Bishop wants flexibility. Not because he’s afraid to spend. Because he wants the ability to strike when the final piece appears.

“I like to stay flexible and keep the money open in case we need it to bring in that final piece,” he said.

And if you were waiting for the “but,” Bishop had one ready.

He isn’t interested in paying for memories.

“Not a fan of aging vets who want to get paid for what they have done and not for what they will produce for us,” he said. “I’m not against players getting their large contracts. I just don’t want to be stuck paying over $20,000,000 a year for a 36-year-old bench player.”

In other words: Bishop isn’t allergic to bold moves. He’s allergic to bad ones.

That’s why the defining quote of the day wasn’t a promise. It was a warning — delivered with the kind of blunt honesty Orioles fans tend to respect, even when it stings.

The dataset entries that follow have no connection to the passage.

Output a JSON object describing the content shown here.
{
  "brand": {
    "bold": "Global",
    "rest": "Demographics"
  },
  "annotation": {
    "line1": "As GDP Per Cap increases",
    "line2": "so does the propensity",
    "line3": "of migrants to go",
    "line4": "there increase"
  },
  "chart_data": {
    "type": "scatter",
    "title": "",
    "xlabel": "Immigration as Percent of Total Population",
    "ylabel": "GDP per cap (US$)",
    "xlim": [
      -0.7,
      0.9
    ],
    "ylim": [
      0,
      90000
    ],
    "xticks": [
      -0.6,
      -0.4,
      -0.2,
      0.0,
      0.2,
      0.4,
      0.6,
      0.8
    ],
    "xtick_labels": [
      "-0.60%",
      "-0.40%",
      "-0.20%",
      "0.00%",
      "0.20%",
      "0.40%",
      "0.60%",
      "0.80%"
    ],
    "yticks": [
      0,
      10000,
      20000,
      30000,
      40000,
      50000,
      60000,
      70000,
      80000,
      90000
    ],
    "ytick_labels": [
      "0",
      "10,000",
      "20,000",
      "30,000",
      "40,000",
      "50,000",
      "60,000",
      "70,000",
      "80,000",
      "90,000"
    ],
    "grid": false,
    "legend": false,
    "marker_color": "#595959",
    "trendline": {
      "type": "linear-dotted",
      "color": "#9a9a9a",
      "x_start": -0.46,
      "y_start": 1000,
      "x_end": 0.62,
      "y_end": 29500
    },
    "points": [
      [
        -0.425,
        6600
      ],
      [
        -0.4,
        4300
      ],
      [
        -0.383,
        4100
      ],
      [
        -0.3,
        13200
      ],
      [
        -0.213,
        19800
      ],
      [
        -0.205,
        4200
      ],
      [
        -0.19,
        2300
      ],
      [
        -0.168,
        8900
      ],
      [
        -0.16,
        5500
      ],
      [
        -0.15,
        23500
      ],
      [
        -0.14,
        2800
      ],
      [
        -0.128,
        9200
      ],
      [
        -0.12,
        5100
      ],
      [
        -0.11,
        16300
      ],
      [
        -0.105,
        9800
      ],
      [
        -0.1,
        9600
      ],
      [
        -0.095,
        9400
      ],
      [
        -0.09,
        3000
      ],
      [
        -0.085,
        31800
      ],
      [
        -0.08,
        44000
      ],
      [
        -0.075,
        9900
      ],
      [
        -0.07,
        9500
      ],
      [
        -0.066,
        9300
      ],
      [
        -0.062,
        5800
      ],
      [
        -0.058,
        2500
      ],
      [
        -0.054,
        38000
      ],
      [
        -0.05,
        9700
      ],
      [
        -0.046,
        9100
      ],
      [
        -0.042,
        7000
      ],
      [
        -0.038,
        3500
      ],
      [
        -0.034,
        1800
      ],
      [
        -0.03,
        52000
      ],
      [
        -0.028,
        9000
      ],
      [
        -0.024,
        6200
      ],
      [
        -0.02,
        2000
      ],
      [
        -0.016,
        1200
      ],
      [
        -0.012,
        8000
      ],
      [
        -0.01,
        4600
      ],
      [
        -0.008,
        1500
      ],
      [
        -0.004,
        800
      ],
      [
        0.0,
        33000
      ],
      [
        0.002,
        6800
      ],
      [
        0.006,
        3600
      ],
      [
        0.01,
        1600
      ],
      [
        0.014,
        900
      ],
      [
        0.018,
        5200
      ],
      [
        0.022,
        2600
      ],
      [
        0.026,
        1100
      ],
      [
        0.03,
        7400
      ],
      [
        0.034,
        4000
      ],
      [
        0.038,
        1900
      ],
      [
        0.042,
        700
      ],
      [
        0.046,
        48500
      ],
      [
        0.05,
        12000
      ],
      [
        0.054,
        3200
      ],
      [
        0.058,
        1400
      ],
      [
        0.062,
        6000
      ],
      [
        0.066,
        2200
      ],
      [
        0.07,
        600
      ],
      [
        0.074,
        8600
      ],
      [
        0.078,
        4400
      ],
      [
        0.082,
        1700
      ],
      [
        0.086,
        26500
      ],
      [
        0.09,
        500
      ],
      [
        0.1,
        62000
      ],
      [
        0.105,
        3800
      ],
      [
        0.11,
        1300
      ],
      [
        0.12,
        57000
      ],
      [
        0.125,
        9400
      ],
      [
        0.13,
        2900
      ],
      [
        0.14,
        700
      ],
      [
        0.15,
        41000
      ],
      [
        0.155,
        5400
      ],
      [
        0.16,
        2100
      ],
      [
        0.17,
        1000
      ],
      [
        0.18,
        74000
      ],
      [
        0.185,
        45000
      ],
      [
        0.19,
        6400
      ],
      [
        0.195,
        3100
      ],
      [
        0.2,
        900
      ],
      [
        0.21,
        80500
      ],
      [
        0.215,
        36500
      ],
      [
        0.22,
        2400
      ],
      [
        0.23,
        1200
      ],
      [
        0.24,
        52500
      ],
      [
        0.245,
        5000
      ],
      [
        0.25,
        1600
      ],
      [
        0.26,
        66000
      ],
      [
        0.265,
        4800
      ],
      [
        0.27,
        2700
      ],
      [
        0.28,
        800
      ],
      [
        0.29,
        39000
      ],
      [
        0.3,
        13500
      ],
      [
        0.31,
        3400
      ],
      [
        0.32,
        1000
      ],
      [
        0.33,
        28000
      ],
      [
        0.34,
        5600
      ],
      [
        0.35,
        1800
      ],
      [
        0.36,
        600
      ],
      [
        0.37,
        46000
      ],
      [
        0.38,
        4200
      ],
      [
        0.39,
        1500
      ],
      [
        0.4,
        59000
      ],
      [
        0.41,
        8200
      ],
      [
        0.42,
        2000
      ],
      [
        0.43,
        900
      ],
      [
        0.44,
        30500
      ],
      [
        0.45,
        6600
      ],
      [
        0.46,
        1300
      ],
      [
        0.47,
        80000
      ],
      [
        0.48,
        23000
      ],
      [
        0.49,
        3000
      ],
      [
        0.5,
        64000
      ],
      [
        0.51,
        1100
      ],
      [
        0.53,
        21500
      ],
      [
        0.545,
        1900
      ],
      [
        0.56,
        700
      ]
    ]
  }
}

“The rotation ain’t it,” Bishop said. “I don’t have much time to fix it now with Opening Day just 12 days away, but it definitely needs improvement if a parade is to be held in Baltimore.”

That’s the Bishop era in one paragraph: win-now expectations, long-term discipline, and a willingness to look at the one soft spot on a strong roster and say it out loud. No euphemisms. No dodge. No “we like our guys” cover.

He even brought the tone into the clubhouse.

“I expect 100% from everyone,” Bishop said. “Slumps will happen, but you can always give 100%.”

It was part challenge, part mission statement — a new GM telling a team with October aspirations that effort is the floor, not the ceiling.

And then, finally, Bishop gave the fans the line they came for — short, sharp, and tailor-made for message boards, banners, and the first post of a forum thread.

“Welcome to the Bishop era.”

Baltimore’s GM chair isn’t vacant anymore. The window is still open. The roster still has the blend to win now.

But the new guy didn’t arrive to admire the view.

He arrived to fix the part of the machine that could break the whole thing — and he’s already told the world what’s coming next.